Fast rising 18 year old Filipino artist Angele Lapp steps into familiar territory with a cover of Hale’s “Kung Wala Ka”, and comes out sounding surprisingly sure of herself.

The performance opens gently. Soft keys set the room, and then her voice arrives, smooth, clear, and almost weightless at first. There’s a calm confidence in how she phrases each line, the kind that can make you assume you’re listening to someone who has been doing this for a long time. Then you remember she’s 18, still finding her footing in a crowded music business. Vocally, though, she already sounds like she knows where she wants to go. The control is there, the presence is there, and the emotion never feels forced.

“Kung Wala Ka” has long been a staple for fans of the Filipino alternative band Hale, a breakup song that lingers because it understands how messy moving on can be. The lyrics sit in longing and absence, that hollow uncertainty of imagining life without the person you built it around. In Lapp’s hands, the song stays true to that ache. She doesn’t drain it of what made it resonate in the first place. Instead, she leans in and shapes it around her own voice, and the result feels both respectful and personal. By the time she reaches the bigger moments, she’s fully inside it, and she really does knock it out the park.

The title translates to “If You’re Not Here”, or, “If You Weren’t Here”, and that simple idea carries the whole performance. At 3 minutes and 54 seconds, the cover has a lived in quality, like she’s telling you a story she’s been carrying for a while. It feels close up, almost neighborly, like she’s singing beside you rather than at you.

The video matches that intimacy. It’s a well lit music studio setup, clean and uncluttered. Angele wears headphones, focused, locked into the track as she sings straight into the mic. You can hear how carefully she balances the notes. She starts soft, holds back, and then gradually lets the emotion rise, steady as an undercurrent, guided by the instrumental swell.

The arrangement does a lot of quiet work. Those tender keys at the intro lay the foundation, and the guitar lines slide in with a light touch. Around the one minute mark, the feeling begins to lift, partly because the keys hit with a little more intensity, giving the moment a faintly cinematic edge. By about 1:27, the rhythm fully wakes up. The key driven pulse tightens, percussion and bass join in, and her voice brightens with it, wrapping around the listener in a kind of reassurance. It’s a smart build, and she rides it well.
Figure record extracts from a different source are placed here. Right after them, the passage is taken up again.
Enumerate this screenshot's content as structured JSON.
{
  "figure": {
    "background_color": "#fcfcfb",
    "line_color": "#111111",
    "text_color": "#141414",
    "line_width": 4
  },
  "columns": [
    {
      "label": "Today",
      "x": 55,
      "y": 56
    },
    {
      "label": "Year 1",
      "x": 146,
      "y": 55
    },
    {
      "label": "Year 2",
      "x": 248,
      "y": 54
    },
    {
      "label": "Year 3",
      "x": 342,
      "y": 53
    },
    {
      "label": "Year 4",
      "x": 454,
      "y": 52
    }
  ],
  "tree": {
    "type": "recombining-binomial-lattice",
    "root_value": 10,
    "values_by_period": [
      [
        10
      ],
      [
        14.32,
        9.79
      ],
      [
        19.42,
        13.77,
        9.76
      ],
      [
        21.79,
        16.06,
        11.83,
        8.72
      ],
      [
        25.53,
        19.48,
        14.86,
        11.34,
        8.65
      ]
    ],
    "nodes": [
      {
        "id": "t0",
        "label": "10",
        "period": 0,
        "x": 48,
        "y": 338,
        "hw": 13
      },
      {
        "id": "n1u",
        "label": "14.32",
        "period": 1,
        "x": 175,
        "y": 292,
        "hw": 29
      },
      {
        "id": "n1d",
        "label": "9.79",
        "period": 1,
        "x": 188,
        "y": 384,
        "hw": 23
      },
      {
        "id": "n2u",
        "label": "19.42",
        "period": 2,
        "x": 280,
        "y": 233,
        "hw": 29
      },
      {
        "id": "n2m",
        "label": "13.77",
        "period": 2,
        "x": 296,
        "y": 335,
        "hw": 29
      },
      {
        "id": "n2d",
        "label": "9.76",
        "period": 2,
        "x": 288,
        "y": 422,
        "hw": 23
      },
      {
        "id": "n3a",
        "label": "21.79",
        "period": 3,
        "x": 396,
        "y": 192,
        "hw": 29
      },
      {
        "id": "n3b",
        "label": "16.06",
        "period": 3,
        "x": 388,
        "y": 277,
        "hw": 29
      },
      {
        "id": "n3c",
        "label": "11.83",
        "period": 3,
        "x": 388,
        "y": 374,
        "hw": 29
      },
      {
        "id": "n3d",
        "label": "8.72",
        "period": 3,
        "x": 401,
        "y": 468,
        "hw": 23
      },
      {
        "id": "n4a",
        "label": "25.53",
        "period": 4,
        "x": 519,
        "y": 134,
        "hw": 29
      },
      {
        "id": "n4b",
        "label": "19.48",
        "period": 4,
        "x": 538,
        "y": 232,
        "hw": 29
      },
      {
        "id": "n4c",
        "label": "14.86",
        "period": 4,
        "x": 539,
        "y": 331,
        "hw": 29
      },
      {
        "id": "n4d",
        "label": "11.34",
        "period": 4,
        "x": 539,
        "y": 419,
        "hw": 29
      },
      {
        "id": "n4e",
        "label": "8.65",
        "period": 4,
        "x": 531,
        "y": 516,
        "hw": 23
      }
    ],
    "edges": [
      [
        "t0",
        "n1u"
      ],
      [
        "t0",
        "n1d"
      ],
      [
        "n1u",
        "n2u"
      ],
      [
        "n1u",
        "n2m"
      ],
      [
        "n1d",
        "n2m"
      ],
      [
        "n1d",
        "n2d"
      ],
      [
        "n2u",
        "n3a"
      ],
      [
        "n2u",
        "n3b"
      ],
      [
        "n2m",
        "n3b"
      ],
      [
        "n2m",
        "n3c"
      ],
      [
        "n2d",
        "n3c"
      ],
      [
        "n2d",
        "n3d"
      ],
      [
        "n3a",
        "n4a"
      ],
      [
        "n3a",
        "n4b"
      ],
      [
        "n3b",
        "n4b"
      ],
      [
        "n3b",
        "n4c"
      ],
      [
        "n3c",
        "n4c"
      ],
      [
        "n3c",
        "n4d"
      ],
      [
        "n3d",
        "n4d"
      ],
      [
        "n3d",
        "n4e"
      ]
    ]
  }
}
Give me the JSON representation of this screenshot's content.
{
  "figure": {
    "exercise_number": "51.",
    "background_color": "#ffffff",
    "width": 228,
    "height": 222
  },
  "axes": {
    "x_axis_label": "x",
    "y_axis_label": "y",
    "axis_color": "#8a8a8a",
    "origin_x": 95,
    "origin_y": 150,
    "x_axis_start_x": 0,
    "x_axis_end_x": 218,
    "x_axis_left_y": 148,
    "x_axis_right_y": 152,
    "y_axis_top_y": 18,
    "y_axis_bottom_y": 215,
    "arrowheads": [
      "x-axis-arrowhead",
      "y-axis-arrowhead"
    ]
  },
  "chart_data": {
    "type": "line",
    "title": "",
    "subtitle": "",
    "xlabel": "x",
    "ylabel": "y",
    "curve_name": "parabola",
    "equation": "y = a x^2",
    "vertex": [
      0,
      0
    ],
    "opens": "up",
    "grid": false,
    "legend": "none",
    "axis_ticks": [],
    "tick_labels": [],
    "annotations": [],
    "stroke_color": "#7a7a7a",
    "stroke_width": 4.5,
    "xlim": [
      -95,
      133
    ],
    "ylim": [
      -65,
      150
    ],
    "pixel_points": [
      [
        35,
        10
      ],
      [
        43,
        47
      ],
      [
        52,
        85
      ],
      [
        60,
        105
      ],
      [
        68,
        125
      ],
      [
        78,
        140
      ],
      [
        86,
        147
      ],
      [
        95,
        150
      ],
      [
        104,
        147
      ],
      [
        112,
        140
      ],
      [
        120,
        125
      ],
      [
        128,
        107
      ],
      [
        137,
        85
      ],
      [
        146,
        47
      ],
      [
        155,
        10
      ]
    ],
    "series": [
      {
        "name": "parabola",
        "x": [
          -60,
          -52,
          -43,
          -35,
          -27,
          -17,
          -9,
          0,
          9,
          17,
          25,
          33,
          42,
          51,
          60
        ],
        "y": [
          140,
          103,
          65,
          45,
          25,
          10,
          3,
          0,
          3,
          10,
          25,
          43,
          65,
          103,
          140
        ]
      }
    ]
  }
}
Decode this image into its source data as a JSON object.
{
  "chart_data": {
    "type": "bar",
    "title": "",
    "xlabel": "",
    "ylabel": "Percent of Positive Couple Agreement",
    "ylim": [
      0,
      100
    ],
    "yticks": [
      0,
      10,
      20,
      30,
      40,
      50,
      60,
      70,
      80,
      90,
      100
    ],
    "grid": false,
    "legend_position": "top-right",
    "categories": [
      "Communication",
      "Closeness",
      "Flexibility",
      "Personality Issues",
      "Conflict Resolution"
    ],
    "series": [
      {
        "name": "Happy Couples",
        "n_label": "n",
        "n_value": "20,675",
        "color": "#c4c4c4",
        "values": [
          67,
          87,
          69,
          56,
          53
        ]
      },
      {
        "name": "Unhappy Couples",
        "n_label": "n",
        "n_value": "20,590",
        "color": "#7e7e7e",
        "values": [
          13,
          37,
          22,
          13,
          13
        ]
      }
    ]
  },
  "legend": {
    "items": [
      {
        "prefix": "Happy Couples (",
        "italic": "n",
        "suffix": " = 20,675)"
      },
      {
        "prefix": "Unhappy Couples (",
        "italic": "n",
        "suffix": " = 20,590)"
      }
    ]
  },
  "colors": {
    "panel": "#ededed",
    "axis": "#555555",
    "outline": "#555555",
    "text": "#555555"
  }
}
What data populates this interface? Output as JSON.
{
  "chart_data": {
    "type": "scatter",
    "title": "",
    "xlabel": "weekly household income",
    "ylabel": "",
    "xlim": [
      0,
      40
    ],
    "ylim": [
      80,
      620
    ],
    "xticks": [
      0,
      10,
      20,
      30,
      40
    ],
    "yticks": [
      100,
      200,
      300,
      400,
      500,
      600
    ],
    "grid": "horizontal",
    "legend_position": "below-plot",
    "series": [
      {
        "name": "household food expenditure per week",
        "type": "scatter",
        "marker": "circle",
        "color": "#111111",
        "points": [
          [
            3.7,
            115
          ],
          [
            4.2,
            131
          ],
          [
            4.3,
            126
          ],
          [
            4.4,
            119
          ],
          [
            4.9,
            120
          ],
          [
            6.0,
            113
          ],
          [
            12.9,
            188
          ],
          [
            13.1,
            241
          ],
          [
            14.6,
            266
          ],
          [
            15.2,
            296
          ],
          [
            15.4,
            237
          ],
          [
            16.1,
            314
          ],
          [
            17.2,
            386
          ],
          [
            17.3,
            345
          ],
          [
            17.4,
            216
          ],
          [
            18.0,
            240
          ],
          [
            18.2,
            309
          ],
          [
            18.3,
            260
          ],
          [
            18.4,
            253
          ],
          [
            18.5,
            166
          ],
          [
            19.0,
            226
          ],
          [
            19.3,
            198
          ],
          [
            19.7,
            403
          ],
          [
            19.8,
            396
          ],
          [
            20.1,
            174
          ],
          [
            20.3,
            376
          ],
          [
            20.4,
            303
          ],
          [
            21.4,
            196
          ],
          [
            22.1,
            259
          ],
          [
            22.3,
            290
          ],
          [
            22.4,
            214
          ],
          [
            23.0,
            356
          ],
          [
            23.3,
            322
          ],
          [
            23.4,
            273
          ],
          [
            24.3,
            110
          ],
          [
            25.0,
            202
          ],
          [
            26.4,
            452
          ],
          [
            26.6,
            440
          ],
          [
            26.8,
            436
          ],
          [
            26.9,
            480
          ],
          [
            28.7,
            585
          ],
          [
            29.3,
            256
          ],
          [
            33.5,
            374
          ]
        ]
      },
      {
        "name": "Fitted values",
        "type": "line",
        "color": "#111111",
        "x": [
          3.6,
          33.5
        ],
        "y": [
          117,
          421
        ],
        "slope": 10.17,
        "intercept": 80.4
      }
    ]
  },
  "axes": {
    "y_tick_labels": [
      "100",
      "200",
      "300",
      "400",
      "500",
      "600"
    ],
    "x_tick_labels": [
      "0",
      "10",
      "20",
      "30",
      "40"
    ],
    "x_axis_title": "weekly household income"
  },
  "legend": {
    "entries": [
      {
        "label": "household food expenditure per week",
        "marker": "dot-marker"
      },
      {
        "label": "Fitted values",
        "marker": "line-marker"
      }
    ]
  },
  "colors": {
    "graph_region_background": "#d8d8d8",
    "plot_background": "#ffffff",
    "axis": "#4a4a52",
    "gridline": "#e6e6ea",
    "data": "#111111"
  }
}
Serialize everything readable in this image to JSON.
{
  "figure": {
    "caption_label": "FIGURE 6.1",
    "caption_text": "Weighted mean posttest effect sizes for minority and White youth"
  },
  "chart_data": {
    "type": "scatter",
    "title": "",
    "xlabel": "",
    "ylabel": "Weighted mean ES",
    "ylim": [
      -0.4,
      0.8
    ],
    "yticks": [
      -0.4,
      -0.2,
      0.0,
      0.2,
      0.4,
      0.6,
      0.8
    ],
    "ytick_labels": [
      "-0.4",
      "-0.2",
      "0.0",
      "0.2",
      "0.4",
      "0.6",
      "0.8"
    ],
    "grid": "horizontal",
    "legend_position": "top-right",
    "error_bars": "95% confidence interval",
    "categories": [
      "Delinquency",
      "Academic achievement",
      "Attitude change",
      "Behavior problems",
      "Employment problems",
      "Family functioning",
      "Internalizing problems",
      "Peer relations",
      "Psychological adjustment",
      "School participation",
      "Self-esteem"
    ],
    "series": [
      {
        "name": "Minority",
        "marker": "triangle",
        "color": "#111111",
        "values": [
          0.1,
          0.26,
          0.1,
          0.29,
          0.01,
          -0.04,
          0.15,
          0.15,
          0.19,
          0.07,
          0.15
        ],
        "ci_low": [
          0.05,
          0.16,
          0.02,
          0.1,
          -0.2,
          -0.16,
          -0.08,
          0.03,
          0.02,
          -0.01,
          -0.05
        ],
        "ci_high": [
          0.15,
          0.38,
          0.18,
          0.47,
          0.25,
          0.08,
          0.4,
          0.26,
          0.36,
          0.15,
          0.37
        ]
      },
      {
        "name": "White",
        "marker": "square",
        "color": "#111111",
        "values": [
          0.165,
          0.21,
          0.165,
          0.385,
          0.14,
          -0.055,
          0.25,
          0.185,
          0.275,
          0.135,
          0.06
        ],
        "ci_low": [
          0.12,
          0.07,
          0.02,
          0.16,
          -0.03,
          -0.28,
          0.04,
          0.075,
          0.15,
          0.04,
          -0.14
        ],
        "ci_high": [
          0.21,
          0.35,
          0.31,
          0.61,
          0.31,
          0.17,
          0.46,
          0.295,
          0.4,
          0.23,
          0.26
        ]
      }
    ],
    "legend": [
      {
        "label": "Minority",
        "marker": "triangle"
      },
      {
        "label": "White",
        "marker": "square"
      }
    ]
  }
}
Somewhere in that climb, it becomes clear she’s working with more than promise. The range, the power, and the sheen of her tone don’t line up with the assumptions people make about a young artist. She sounds like someone ready for bigger rooms, and she carries the song like she belongs there.

With a recent signing to Popolo Music Group and a debut album set for release in September of this year, she’s positioning herself for a real step forward. If this cover is any indication, she’s worth keeping an eye on.